There is a long tradition in poetry of drawing on fairy tales in order to contextualize one’s own experience. Anne Sexton’s Transformations famously re-imagines several of Grimm’s fairy tales, often emphasizing the misogyny inherent in these foundational tales, and thus in the culture at large. Sexton’s Snow White is a delicate, virginal creature with “cheeks as fragile as cigarette paper, / arms and legs made of Limoges, / lips like Vin Du Rhone.”

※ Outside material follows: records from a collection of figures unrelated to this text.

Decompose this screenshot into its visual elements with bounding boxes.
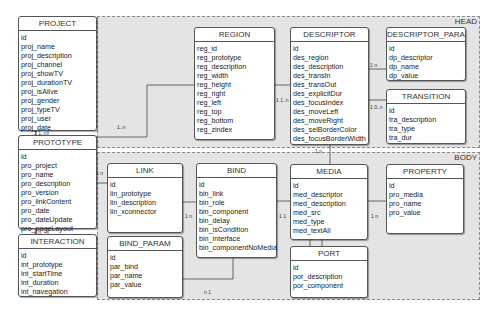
entity-field: pro_description [21, 179, 96, 188]
entity-field: pro_pageLayout [21, 224, 96, 233]
entity-field: des_focusBorderWidth [293, 134, 368, 143]
entity-field: med_textAll [293, 226, 367, 235]
cardinality-bind-media: 1 1 [279, 213, 286, 219]
entity-title: BIND [197, 164, 276, 178]
entity-field: des_explicitDur [293, 89, 368, 98]
entity-field: reg_right [197, 89, 274, 98]
entity-title: LINK [108, 164, 182, 178]
entity-interaction[interactable]: INTERACTION idint_prototypeint_startTime… [18, 234, 97, 297]
cardinality-prototype-link: 1 n [96, 170, 103, 176]
entity-field: reg_id [197, 44, 274, 53]
entity-field: por_component [293, 281, 367, 290]
entity-field: bin_link [199, 189, 276, 198]
entity-title: PROPERTY [387, 165, 463, 179]
field-list: iddes_regiondes_descriptiondes_transInde… [291, 42, 368, 143]
entity-transition[interactable]: TRANSITION idtra_descriptiontra_typetra_… [386, 89, 466, 144]
entity-link[interactable]: LINK idlin_prototypelin_descriptionlin_x… [107, 163, 183, 233]
entity-field: proj_description [21, 51, 96, 60]
entity-field: id [293, 44, 368, 53]
entity-field: pro_project [21, 161, 96, 170]
line-bind-param [183, 258, 233, 279]
entity-field: bin_role [199, 198, 276, 207]
entity-descriptor-param[interactable]: DESCRIPTOR_PARAM iddp_descriptordp_named… [386, 27, 466, 81]
entity-field: id [293, 263, 367, 272]
entity-field: id [389, 44, 465, 53]
line-prototype-region [96, 85, 194, 137]
entity-field: id [389, 106, 465, 115]
entity-project[interactable]: PROJECT idproj_nameproj_descriptionproj_… [18, 16, 97, 131]
cardinality-project-prototype: 1 1..n [34, 130, 47, 136]
entity-field: id [110, 253, 182, 262]
entity-title: PROJECT [19, 17, 96, 31]
entity-field: reg_bottom [197, 116, 274, 125]
entity-field: reg_top [197, 107, 274, 116]
entity-field: dp_descriptor [389, 53, 465, 62]
entity-title: INTERACTION [19, 235, 96, 249]
entity-field: id [199, 180, 276, 189]
entity-field: bin_componentNoMedia [199, 243, 276, 252]
field-list: idproj_nameproj_descriptionproj_channelp… [19, 31, 96, 132]
entity-field: int_duration [21, 278, 96, 287]
entity-property[interactable]: PROPERTY idpro_mediapro_namepro_value [386, 164, 464, 234]
field-list: idint_prototypeint_startTimeint_duration… [19, 249, 96, 296]
entity-field: proj_gender [21, 96, 96, 105]
entity-descriptor[interactable]: DESCRIPTOR iddes_regiondes_descriptionde… [290, 27, 369, 145]
entity-field: reg_prototype [197, 53, 274, 62]
entity-title: DESCRIPTOR_PARAM [387, 28, 465, 42]
entity-field: reg_height [197, 80, 274, 89]
field-list: idpor_descriptionpor_component [291, 261, 367, 290]
cardinality-media-property: 1 n [371, 213, 378, 219]
entity-title: REGION [195, 28, 274, 42]
entity-field: med_type [293, 217, 367, 226]
entity-field: bin_component [199, 207, 276, 216]
entity-field: reg_zindex [197, 125, 274, 134]
entity-region[interactable]: REGION reg_idreg_prototypereg_descriptio… [194, 27, 275, 140]
entity-field: proj_channel [21, 60, 96, 69]
cardinality-region-descriptor: 1 1..n [276, 97, 289, 103]
entity-field: proj_name [21, 42, 96, 51]
entity-field: pro_dateUpdate [21, 215, 96, 224]
entity-field: por_description [293, 272, 367, 281]
entity-field: des_focusIndex [293, 98, 368, 107]
entity-field: pro_date [21, 206, 96, 215]
entity-field: des_moveRight [293, 116, 368, 125]
entity-field: int_prototype [21, 260, 96, 269]
field-list: iddp_descriptordp_namedp_value [387, 42, 465, 80]
field-list: idpro_projectpro_namepro_descriptionpro_… [19, 150, 96, 233]
entity-field: med_src [293, 208, 367, 217]
entity-field: lin_prototype [110, 189, 182, 198]
entity-field: proj_user [21, 114, 96, 123]
entity-bind[interactable]: BIND idbin_linkbin_rolebin_componentbin_… [196, 163, 277, 258]
entity-field: dp_name [389, 62, 465, 71]
cardinality-descriptor-media: 1 n [315, 148, 322, 154]
cardinality-prototype-region: 1..n [117, 124, 125, 130]
entity-field: des_selBorderColor [293, 125, 368, 134]
entity-field: des_region [293, 53, 368, 62]
cardinality-prototype-interaction: 1 n [34, 229, 41, 235]
field-list: idmed_descriptormed_descriptionmed_srcme… [291, 179, 367, 235]
entity-field: pro_version [21, 188, 96, 197]
cardinality-descriptor-param: 1 n [370, 62, 377, 68]
entity-field: proj_durationTV [21, 78, 96, 87]
entity-title: MEDIA [291, 165, 367, 179]
cardinality-bind-param: n 1 [204, 289, 211, 295]
field-list: idtra_descriptiontra_typetra_dur [387, 104, 465, 142]
entity-field: tra_dur [389, 133, 465, 142]
entity-field: pro_value [389, 208, 463, 217]
entity-field: pro_linkContent [21, 197, 96, 206]
field-list: idlin_prototypelin_descriptionlin_xconne… [108, 178, 182, 216]
entity-field: tra_type [389, 124, 465, 133]
entity-media[interactable]: MEDIA idmed_descriptormed_descriptionmed… [290, 164, 368, 240]
entity-field: bin_interface [199, 234, 276, 243]
entity-prototype[interactable]: PROTOTYPE idpro_projectpro_namepro_descr… [18, 135, 97, 229]
entity-field: pro_name [389, 199, 463, 208]
entity-field: par_name [110, 271, 182, 280]
entity-port[interactable]: PORT idpor_descriptionpor_component [290, 246, 368, 298]
entity-bind-param[interactable]: BIND_PARAM idpar_bindpar_namepar_value [107, 236, 183, 298]
cardinality-descriptor-transition: 1 0..n [370, 104, 383, 110]
entity-field: bin_isCondition [199, 225, 276, 234]
field-list: idpro_mediapro_namepro_value [387, 179, 463, 217]
entity-field: bin_delay [199, 216, 276, 225]
entity-title: BIND_PARAM [108, 237, 182, 251]
entity-field: proj_showTV [21, 69, 96, 78]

Sexton’s doll metaphor renders the little girl so delicate as to be almost inhuman. The daughter in Van Prooyen’s poems, however, is perhaps too human. But like Sexton’s Snow White, she lives in a world not safe for little girls. There are dangers lurking around every corner. Sexton describes the fairy tale heroine’s journey through the woods:
At each turn there were twenty doorways
and at each stood a hungry wolf,
his tongue lolling out like a worm.
The birds called out lewdly,
talking like pink parrots,
and the snakes hung down in loops,
each a noose for her sweet white neck.
Though Van Prooyen’s narrator has a less cynical worldview, the mother and daughter face equally significant dangers, including the daughter’s serious illness. The mother says “before her heart defies us both,” and she means the girl’s broken body, her failing organs, and not only the heart’s desires, may go against what they both want for her. Conventionally, the mother has wisdom, and knows what is best for her child. In this case, though, the daughter possesses experience and knowledge, tragic and well beyond her years. In “Undoing Her Hair,” van Prooyen tells the story in third person, as an onlooker:
her child
curled up, delirious
at the onset of disease
and know the more
the body fails, the more
the girl speaks of what
the mother cannot see
At the end, the mother realizes the error in her thinking: “she can’t believe / she ever thought / this girl belonged to her.” The knowledge the daughter has gleaned through her illness creates distance, as if the disease has already taken her. In “Undertow,” the narrator describes
the girls gone out and soon
gone under, the mother who reaches
one, not the other.
The steady rhythm and near-rhyme at the end (under/other), almost Mother Goose-like in its simple matter-of-fact-ness, belies the mother’s deep-seated fear of loss. Other poems, such as “Arch,” convey her urgency through short, pointed lines:
Her belly sinks,
stretches over her organs,
the one that has failed
and another I know
is leaking
As the book progresses, a sort of reconciliation takes place, though the daughter is still threatened by illness, the relationships still imperfect. The mother-narrator reconciles her fears for her daughter with the ability to take pleasure in her daughter’s small joys and everyday triumphs:
I braid my daughter’s hair
and remind her not to take the shortcut
through the Laundromat or the alley.I know the world can be broken,
yet beautiful. I want to believe lonelinessis not menacing, but can be a window
from which I watch her walk away.
In so many fairy tales, only the mother’s death or some extreme cruelty can provide her children with a modicum of independence. The parents of today’s world walk a finer line, and van Prooyen’s narrator seems to have achieved this difficult balance: cautioning her daughter on the way out, she nonetheless allows her to walk away, to explore the broken and beautiful world on her own.
Liza Katz is a poet, essayist, and teacher. Her work has appeared or is forthcoming in Poet Lore, Omniverse, Burlesque Press, the Quarterly Conversation, and Arts Fuse.